資料來源: Google Book
Way, learning, and politics :essays on the Confucian intellectual
- 作者: Tu, Wei-ming.
- 出版: Albany : State University of New York Press ©1993.
- 稽核項: 1 online resource (xix, 202 pages).
- 叢書名: SUNY series in Chinese philosophy and culture
- 標題: Confucianisme. , RELIGION Confucianism. , Confucianism. , Confucian ethics. , Vie intellectuelle. , Chine Vie intellectuelle. , Chine , RELIGION , Intellectual life. , Electronic books. , China , Morale confucéenne. , China. , China Intellectual life.
- ISBN: 1438422415 , 9781438422411
- ISBN: 079141776X , 0791417751
- 試查全文@TNUA:
- 附註: Includes bibliographical references and index. Chronological list of the author's works: pages 179-188.
- 電子資源: https://dbs.tnua.edu.tw/login?url=https://search.ebscohost.com/login.aspx?direct=true&scope=site&db=nlebk&AN=8603
- 系統號: 005283092
- 資料類型: 電子書
- 讀者標籤: 需登入
- 引用網址: 複製連結
The emergence of New Confucian Humanism as a major intellectual and spiritual tradition in the Chinese cultural area since the Second World War is a phenomenon vitally important and intriguing to students of history, philosophy, and religion. The Confucian vision, rooted in the Chinese, Korean, Vietnamese, and Japanese civilizations, has been sustained through more than two millennia of constant social change and holds special meaning for both industrial and socialist East Asia today. Indeed, as a living force defining our humanity and exploring our human potential for authentic self-realization, it addresses evolving concerns of East Asian civilizations with profound implications for the post-modernized world. This book, by a leading scholar and thinker of the New Confucian Humanism, offers a panoramic view of the core values of the Confucian intellectual from historical and comparative cultural perspectives. Grounded in sound sinological scholarship, it brilliantly interprets the Confucian project: the formation of a moral community and the embodiment of the Mandate of Heaven in ordinary human existence through authentic self-realization. In the words of the eminent Princeton sinologist, Fritz Mote, through Tu Wei-mings thought-provoking ideas, we are shown what has constituted the life-blood of Confucianism throughout its history, and are led to understand how it still lives. We are made to see where it resides in the world today, especially within the consciousness of modern East Asians (whether or not so identified by them) and increasingly, in the awareness of philosophers and historians of thought everywhere. Like Professor Tus earlier book, Confucian Thought: Selfhood as Creative Transformation, this book will stir modern minds and evoke powerful responses from scholars in ethics, religion, history, and philosophy as well as those in East Asian studies.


One number is the whole answer: the tally of lines in the records below that contain "centrality".

[Figure content listings]
********
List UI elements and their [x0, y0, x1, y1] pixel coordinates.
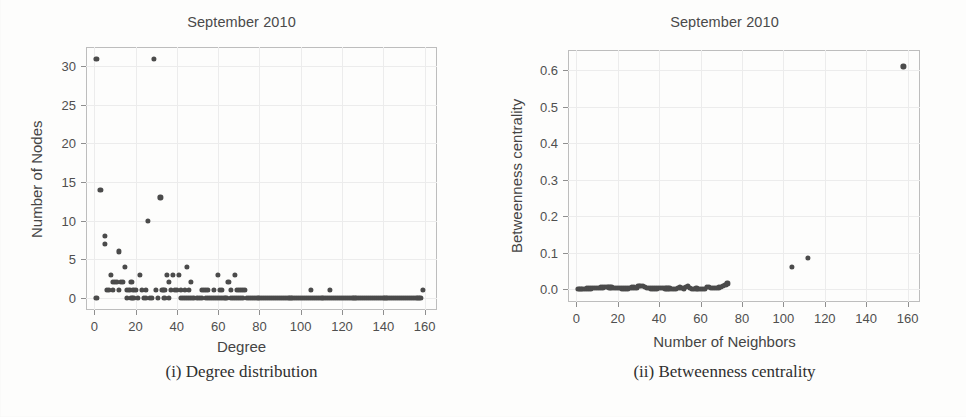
- y-axis-tick: [81, 182, 86, 183]
- x-axis-tick-label: 60: [211, 319, 225, 334]
- panel-betweenness-centrality: September 2010 0204060801001201401600.00…: [483, 0, 966, 417]
- plot-frame-right: [568, 50, 920, 302]
- gridline-vertical: [218, 47, 219, 310]
- y-axis-tick-label: 0.0: [508, 282, 558, 297]
- gridline-horizontal: [568, 143, 920, 144]
- x-axis-tick: [259, 310, 260, 315]
- x-axis-tick: [866, 302, 867, 307]
- gridline-horizontal: [86, 143, 437, 144]
- x-axis-tick-label: 160: [414, 319, 436, 334]
- panel-degree-distribution: September 2010 0204060801001201401600510…: [0, 0, 483, 417]
- gridline-vertical: [342, 47, 343, 310]
- x-axis-tick: [825, 302, 826, 307]
- x-axis-tick-label: 0: [91, 319, 98, 334]
- y-axis-tick-label: 30: [26, 59, 76, 74]
- x-axis-tick: [618, 302, 619, 307]
- x-axis-tick: [383, 310, 384, 315]
- y-axis-tick: [81, 105, 86, 106]
- gridline-vertical: [94, 47, 95, 310]
- gridline-vertical: [136, 47, 137, 310]
- y-axis-tick: [81, 143, 86, 144]
- gridline-horizontal: [568, 107, 920, 108]
- x-axis-tick-label: 20: [610, 311, 624, 326]
- x-axis-tick: [659, 302, 660, 307]
- subfigure-caption-left: (i) Degree distribution: [0, 362, 483, 382]
- x-axis-tick: [94, 310, 95, 315]
- subfigure-caption-right: (ii) Betweenness centrality: [483, 362, 966, 382]
- gridline-horizontal: [568, 216, 920, 217]
- gridline-vertical: [866, 50, 867, 302]
- gridline-vertical: [742, 50, 743, 302]
- figure-page: September 2010 0204060801001201401600510…: [0, 0, 966, 417]
- plot-area-degree-distribution: 020406080100120140160051015202530: [86, 47, 437, 310]
- y-axis-tick-label: 5: [26, 252, 76, 267]
- y-axis-tick-label: 25: [26, 97, 76, 112]
- y-axis-tick: [563, 70, 568, 71]
- gridline-horizontal: [568, 253, 920, 254]
- x-axis-tick-label: 40: [652, 311, 666, 326]
- y-axis-tick: [563, 107, 568, 108]
- x-axis-tick: [908, 302, 909, 307]
- x-axis-title-right: Number of Neighbors: [483, 333, 966, 350]
- x-axis-tick: [177, 310, 178, 315]
- x-axis-tick-label: 120: [814, 311, 836, 326]
- gridline-vertical: [383, 47, 384, 310]
- gridline-vertical: [783, 50, 784, 302]
- y-axis-tick: [563, 253, 568, 254]
- y-axis-tick: [563, 289, 568, 290]
- x-axis-tick: [576, 302, 577, 307]
- gridline-vertical: [425, 47, 426, 310]
- gridline-vertical: [618, 50, 619, 302]
- x-axis-tick-label: 140: [372, 319, 394, 334]
- x-axis-tick-label: 120: [331, 319, 353, 334]
- gridline-vertical: [825, 50, 826, 302]
- y-axis-tick: [81, 221, 86, 222]
- gridline-vertical: [659, 50, 660, 302]
- plot-frame-left: [86, 47, 437, 310]
- gridline-horizontal: [86, 66, 437, 67]
- x-axis-title-left: Degree: [0, 338, 483, 355]
- y-axis-tick: [563, 180, 568, 181]
- x-axis-tick-label: 160: [897, 311, 919, 326]
- y-axis-tick: [563, 216, 568, 217]
- x-axis-tick: [742, 302, 743, 307]
- y-axis-tick: [563, 143, 568, 144]
- y-axis-tick-label: 0.6: [508, 63, 558, 78]
- gridline-vertical: [177, 47, 178, 310]
- gridline-vertical: [576, 50, 577, 302]
- x-axis-tick-label: 0: [573, 311, 580, 326]
- x-axis-tick-label: 20: [128, 319, 142, 334]
- x-axis-tick-label: 140: [855, 311, 877, 326]
- gridline-vertical: [908, 50, 909, 302]
- y-axis-tick-label: 0: [26, 290, 76, 305]
- x-axis-tick-label: 60: [693, 311, 707, 326]
- gridline-horizontal: [86, 105, 437, 106]
- x-axis-tick: [701, 302, 702, 307]
- gridline-horizontal: [86, 259, 437, 260]
- x-axis-tick: [783, 302, 784, 307]
- x-axis-tick-label: 40: [170, 319, 184, 334]
- gridline-horizontal: [568, 180, 920, 181]
- gridline-horizontal: [568, 70, 920, 71]
- gridline-horizontal: [86, 221, 437, 222]
- y-axis-title-left: Number of Nodes: [28, 120, 45, 238]
- x-axis-tick: [218, 310, 219, 315]
- plot-area-betweenness-centrality: 0204060801001201401600.00.10.20.30.40.50…: [568, 50, 920, 302]
- x-axis-tick: [342, 310, 343, 315]
- gridline-vertical: [259, 47, 260, 310]
- y-axis-tick: [81, 298, 86, 299]
- gridline-vertical: [301, 47, 302, 310]
- x-axis-tick-label: 80: [735, 311, 749, 326]
- gridline-horizontal: [86, 182, 437, 183]
- x-axis-tick: [425, 310, 426, 315]
- y-axis-tick: [81, 66, 86, 67]
- gridline-vertical: [701, 50, 702, 302]
- x-axis-tick: [136, 310, 137, 315]
- x-axis-tick-label: 100: [290, 319, 312, 334]
- x-axis-tick-label: 100: [772, 311, 794, 326]
- y-axis-title-right: Betweenness centrality: [508, 99, 525, 253]
- chart-title-left: September 2010: [0, 14, 483, 30]
- y-axis-tick: [81, 259, 86, 260]
- chart-title-right: September 2010: [483, 14, 966, 30]
- x-axis-tick-label: 80: [252, 319, 266, 334]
********
• _SOLUTION FOR THIS EXERCISE_:
4